Connect with Karen at www.karenodden.com.
DOWN A DARK RIVER
In the vein of C. S. Harris and Anne Perry, Karen Odden’s mystery introduces Inspector Michael Corravan as he investigates a string of vicious murders that has rocked Victorian London’s upper crust.
London, 1878. One April morning, a small boat bearing a young woman’s corpse floats down the murky waters of the Thames. When the victim is identified as Rose Albert, daughter of a prominent judge, the Scotland Yard director gives the case to Michael Corravan, one of the only Senior Inspectors remaining after a corruption scandal the previous autumn left the division in ruins. Reluctantly, Corravan abandons his ongoing case, a search for the missing wife of a shipping magnate, handing it over to his young colleague, Mr. Stiles.

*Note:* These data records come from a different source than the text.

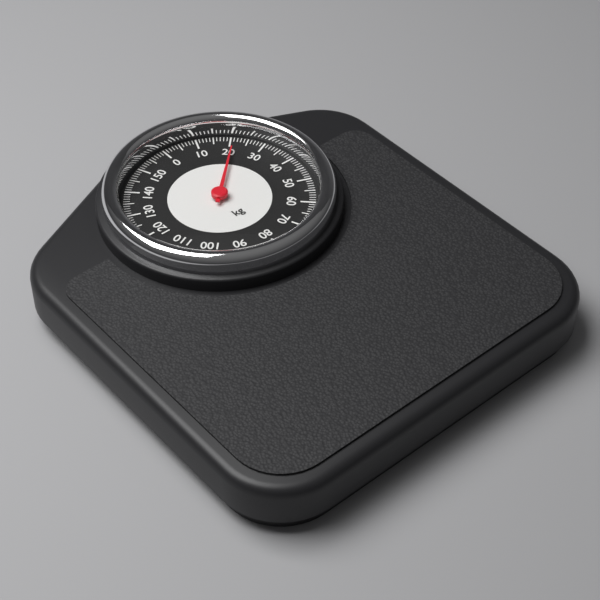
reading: 21 kg
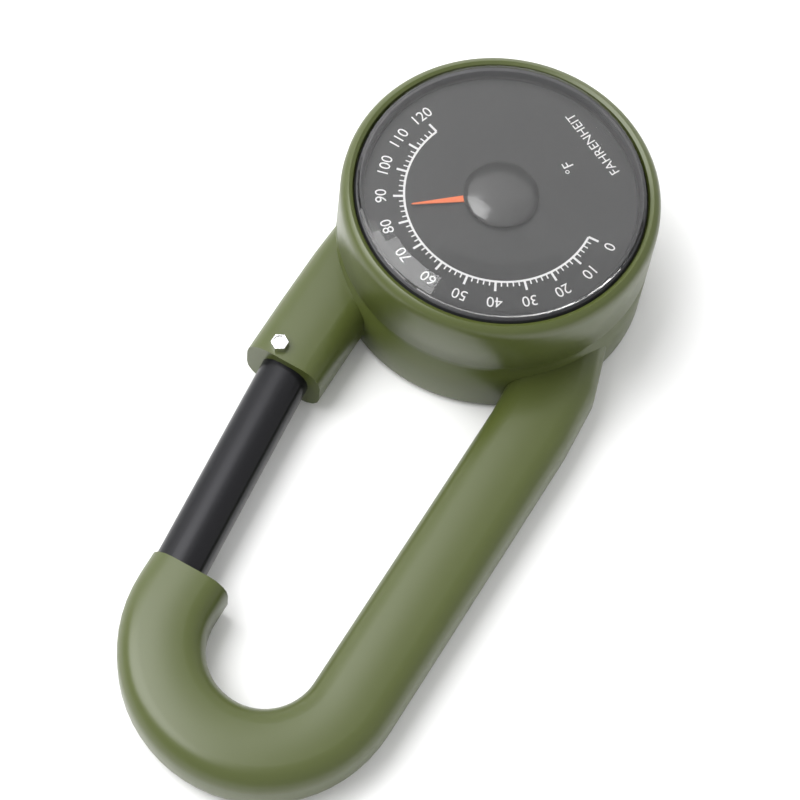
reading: 86 °F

An Irish former bare-knuckles boxer and dockworker from London’s seedy East End, Corravan has good street sense and an inspector’s knack for digging up clues. But he’s confounded when, a week later, a second woman is found dead in a rowboat, and then a third. The dead women seem to have no connection whatsoever. Meanwhile, Mr. Stiles makes an alarming discovery: the shipping magnate’s missing wife, Mrs. Beckford, may not have fled her house because she was insane, as her husband claims, and Mr. Beckford may not be the successful man of business that he appears to be.
Slowly, it becomes clear that the river murders and the case of Mrs. Beckford may be linked through some terrible act of injustice in the past—for which someone has vowed a brutal vengeance. Now, with the newspapers once again trumpeting the Yard’s failures, Corravan must dredge up the truth—before London devolves into a state of panic and before the killer claims another innocent victim.